A Rare Device for Rare Decays
But determining whether neutrinos are their own antiparticles is difficult, precisely because they don’t interact very often at all. Physicists’ best tool for looking for Majorana neutrinos is a hypothetical kind of radioactive decay called neutrinoless double beta decay. Beta decay is a fairly common form of decay in some atoms, turning a neutron in the atom’s nucleus into a proton, changing the chemical element of the atom and emitting an electron and an anti-neutrino in the process. Double beta decay is more rare: instead of one neutron turning into a proton, two of them do, emitting two electrons and two anti-neutrinos in the process. But if the neutrino is a Majorana fermion, then theoretically, that would allow a single “virtual” neutrino, acting as its own antiparticle, to take the place of both anti-neutrinos in double beta decay.
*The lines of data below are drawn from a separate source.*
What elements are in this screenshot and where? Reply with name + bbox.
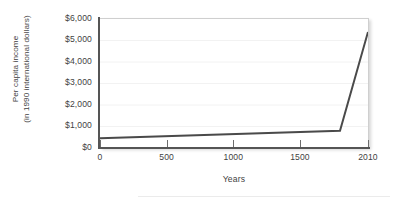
plot-canvas [100,19,368,148]
page-rule [138,196,390,197]
x-axis-tick-mark [233,140,234,147]
x-axis-tick-label: 2010 [338,152,393,162]
x-axis-tick-label: 1000 [203,152,263,162]
x-axis-tick-mark [300,140,301,147]
y-axis-tick-label: $4,000 [40,56,92,66]
y-axis-tick-label: $0 [40,142,92,152]
x-axis-title: Years [100,174,368,184]
y-axis-tick-label: $3,000 [40,77,92,87]
data-line [100,32,368,138]
gridlines [100,41,368,127]
y-axis-line [98,17,100,148]
x-axis-tick-mark [100,140,101,147]
plot-area [100,18,369,148]
x-axis-line [98,147,370,149]
y-axis-title-line-1: Per capita income [11,36,22,102]
y-axis-tick-label: $5,000 [40,34,92,44]
y-axis-tick-label: $2,000 [40,99,92,109]
y-axis-tick-label: $1,000 [40,120,92,130]
y-axis-tick-label: $6,000 [40,13,92,23]
x-axis-tick-mark [167,140,168,147]
x-axis-tick-label: 500 [137,152,197,162]
y-axis-tick-labels: $0$1,000$2,000$3,000$4,000$5,000$6,000 [40,12,92,153]
y-axis-title-line-2: (in 1990 international dollars) [22,15,33,122]
x-axis-tick-mark [368,140,369,147]
chart-figure: Per capita income (in 1990 international… [0,0,393,203]
y-axis-title: Per capita income (in 1990 international… [5,4,39,134]
x-axis-tick-label: 0 [70,152,130,162]
data-series-group [100,32,368,138]
x-axis-tick-label: 1500 [270,152,330,162]
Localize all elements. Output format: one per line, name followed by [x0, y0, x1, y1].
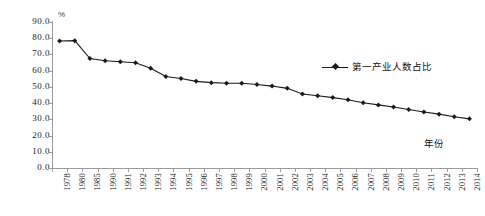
series-plot	[0, 0, 485, 216]
series-line	[60, 41, 470, 119]
series-point	[406, 107, 411, 112]
series-point	[148, 66, 153, 71]
series-point	[452, 114, 457, 119]
series-point	[103, 58, 108, 63]
series-point	[345, 97, 350, 102]
series-point	[421, 110, 426, 115]
legend-item-label: 第一产业人数占比	[352, 62, 432, 72]
x-axis-title: 年份	[424, 139, 444, 149]
series-point	[467, 116, 472, 121]
series-point	[391, 105, 396, 110]
series-point	[437, 112, 442, 117]
series-point	[330, 95, 335, 100]
series-point	[163, 74, 168, 79]
series-point	[209, 80, 214, 85]
series-point	[300, 92, 305, 97]
series-point	[57, 38, 62, 43]
series-point	[133, 60, 138, 65]
series-point	[224, 81, 229, 86]
legend-marker-icon	[322, 62, 348, 72]
line-chart: % 0.010.020.030.040.050.060.070.080.090.…	[0, 0, 485, 216]
series-point	[270, 84, 275, 89]
series-point	[315, 93, 320, 98]
series-point	[118, 59, 123, 64]
series-point	[179, 76, 184, 81]
chart-legend: 第一产业人数占比	[322, 62, 432, 72]
series-point	[376, 102, 381, 107]
series-point	[254, 82, 259, 87]
series-point	[194, 79, 199, 84]
series-point	[239, 81, 244, 86]
series-point	[361, 100, 366, 105]
series-point	[285, 86, 290, 91]
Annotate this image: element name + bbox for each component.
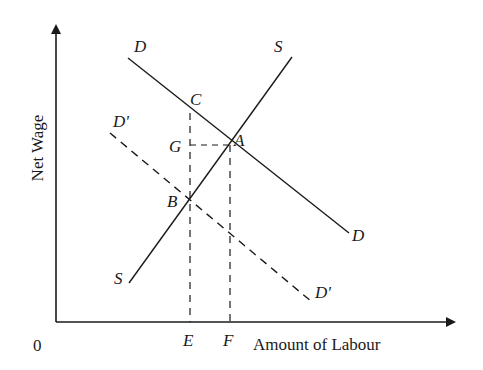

Only the two electrons would make it out of the atomic nucleus. Neutrinoless double-beta decay has been theorized for decades, but it’s never been seen.
The CUORE experiment has gone to great lengths to catch tellurium atoms in the act of this decay. The experiment uses nearly a thousand highly pure crystals of tellurium oxide, collectively weighing over 700 kg. This much tellurium is necessary because on average, it takes billions of times longer than the current age of the universe for a single unstable atom of tellurium to undergo ordinary double beta decay. But there are trillions of trillions of atoms of tellurium in each one of the crystals CUORE uses, meaning that ordinary double beta decay happens fairly regularly in the detector, around a few times a day in each crystal. Neutrinoless double beta decay, if it happens at all, is even more rare, and thus the CUORE team must work hard to remove as many sources of background radiation as possible. To shield the detector from cosmic rays, the entire system is located underneath the mountain of Gran Sasso, the largest mountain on the Italian peninsula. Further shielding is provided by several tons of lead. But freshly mined lead is slightly radioactive due to contamination by uranium and other elements, with that radioactivity decreasing over time — so the lead used to surround the most sensitive part of CUORE is mostly lead recovered from a sunken ancient Roman ship, nearly 2000 years old.
CUORE is supported by the U.S. Department of Energy, Italy’s National Institute for Nuclear Physics (Istituto Nazionale di Fisica Nucleare, INFN), and the National Science Foundation (NSF). CUORE collaboration members include: INFN Gran Sasso National Laboratories, INFN Frascati National Laboratories, INFN Legnaro National Laboratories, INFN Divisions and University of Bologna, Genoa, Milano-Bicocca, Sapienza and GSSI Gran Sasso Science Institute in Italy; California Polytechnic State University, San Luis Obispo; Berkeley Lab; Johns Hopkins University; Lawrence Livermore National Laboratory; Massachusetts Institute of Technology; University of California, Berkeley; University of California, Los Angeles; University of South Carolina; Virginia Polytechnic Institute and State University; and Yale University in the US; Saclay Nuclear Research Center (CEA) and the Irène Joliot-Curie Laboratory (CNRS/IN2P3, Paris Saclay University) in France; and Fudan University and Shanghai Jiao Tong University in China.